One of her decisions to stop believing in God was after reading the Atheïstisch manifest by Dutch philosopher Herman Philipse a year after the 9/11 attacks[154] and that she agreed with arguments put forward by Bertrand Russell, Christopher Hitchens and Richard Dawkins on organized religion.
[173] In 2015, when Donald Trump suggested a complete ban on all Muslims entering the United States as part of his presidential campaign, Hirsi Ali responded by saying that such a pledge gave "false hope" to voters by questioning the reality of how such policy would be implemented and in practice it would offer a short-term solution to a long term ideological issue.
[174] She has also defended the right for Western nations to screen all prospective Muslim immigrants to assess their beliefs and deport or deny residency to those who display sympathetic views to fundamentalism and violence.
"[29] Patt Morrison of the Los Angeles Times called Hirsi Ali a freedom fighter for feminism who has "put her life on the line to defend women against radical Islam.
[35] Adam Yaghi has questioned her appeal in American society where her "serial autobiographies are treated as honest and reliable testimonies in spite of the troubling inaccuracies, exaggerated descriptions, blunt neo-Orientalist portrayals, and sweeping generalizations".
[190] Grewal described Ali's works as using "the language of 'lived experience' to justify an intolerant and exclusionary message" and alleged that her "extremely provocative and often offensive statements regarding Islam and Muslim immigrants in the West" had alienated some feminists and academics.
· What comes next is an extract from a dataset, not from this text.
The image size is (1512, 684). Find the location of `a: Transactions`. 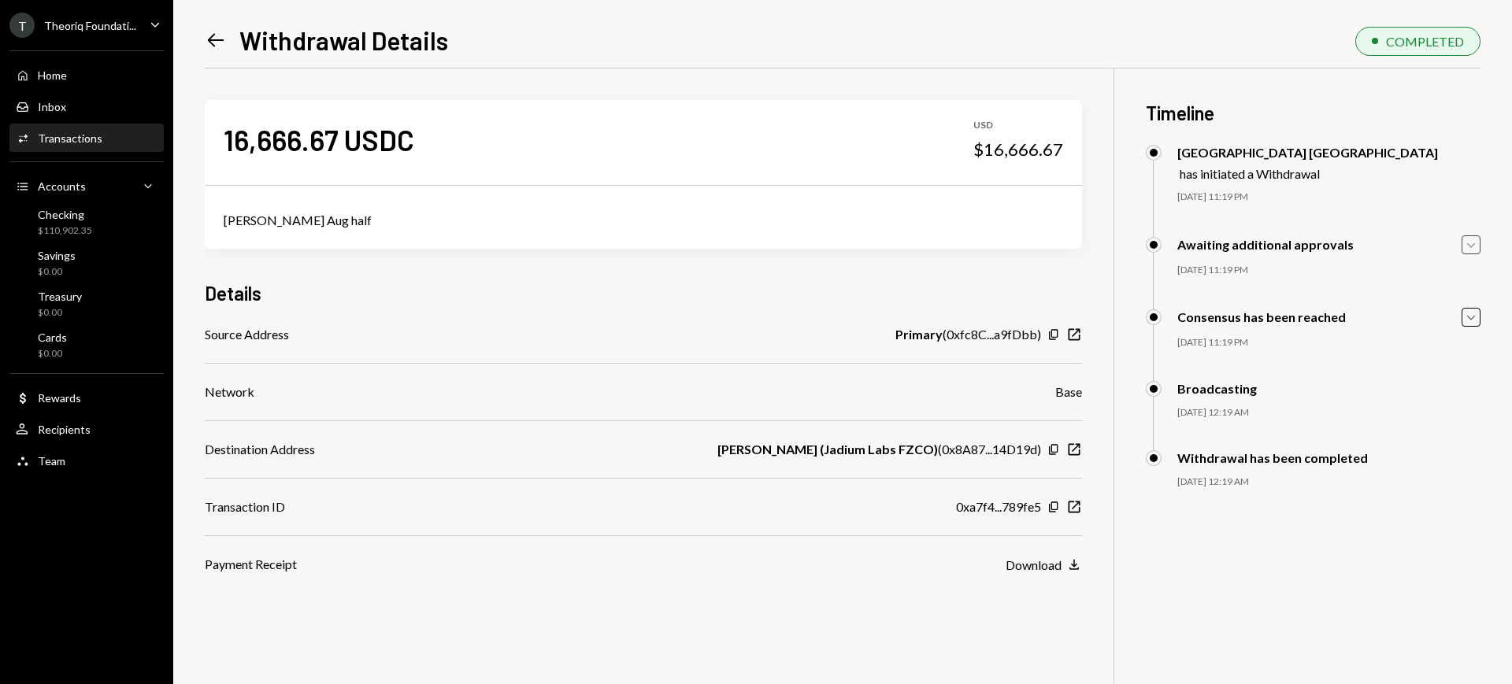

a: Transactions is located at coordinates (87, 138).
[197] In his 2006 review of this collection of seventeen essays and articles on Islam by Hirsi Ali, journalist Christopher Hitchens noted her three themes: "first, her own gradual emancipation from tribalism and superstition; second, her work as a parliamentarian to call attention to the crimes being committed every day by Islamist thugs in mainland Europe; and third, the dismal silence, or worse, from many feminists and multiculturalists about this state of affairs.
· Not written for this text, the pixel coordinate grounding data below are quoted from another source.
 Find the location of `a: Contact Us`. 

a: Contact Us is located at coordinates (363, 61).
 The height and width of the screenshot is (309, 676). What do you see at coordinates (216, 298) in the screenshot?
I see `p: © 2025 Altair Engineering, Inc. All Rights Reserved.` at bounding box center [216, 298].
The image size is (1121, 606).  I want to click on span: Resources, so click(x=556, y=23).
[35] The Guardian summarised Infidel thus: "[Hirsi Ali]'s is a story of exile from her clan through war, famine, arranged marriage, religious apostasy and the shocking murder on the streets of Amsterdam of her collaborator, Theo van Gogh.
"[199] William Grimes wrote in The New York Times: "The circuitous, violence-filled path that led Ms. Hirsi Ali from Somalia to the Netherlands is the subject of "Infidel," her brave, inspiring and beautifully written memoir.
Narrated in clear, vigorous prose, it traces the author's geographical journey from Mogadishu to Saudi Arabia, Ethiopia and Kenya, and her desperate flight to the Netherlands to escape an arranged marriage.
"[200] In his critique of the book, Christopher Hitchens noted that two leading leftist intellectual commentators, Timothy Garton Ash and Ian Buruma, described Hirsi Ali as an "Enlightenment fundamentalist[s]".
The books expands Hirsi Ali's previous early life descriptions focusing on "the remarkable figure of her grandmother, who gave birth to daughters alone in the desert and cut her own umbilical cord, raged at herself for producing too many girls, rebelled against her husband, arranged for the circumcision of her granddaughters and instilled in them an unforgiving, woman-hating religion."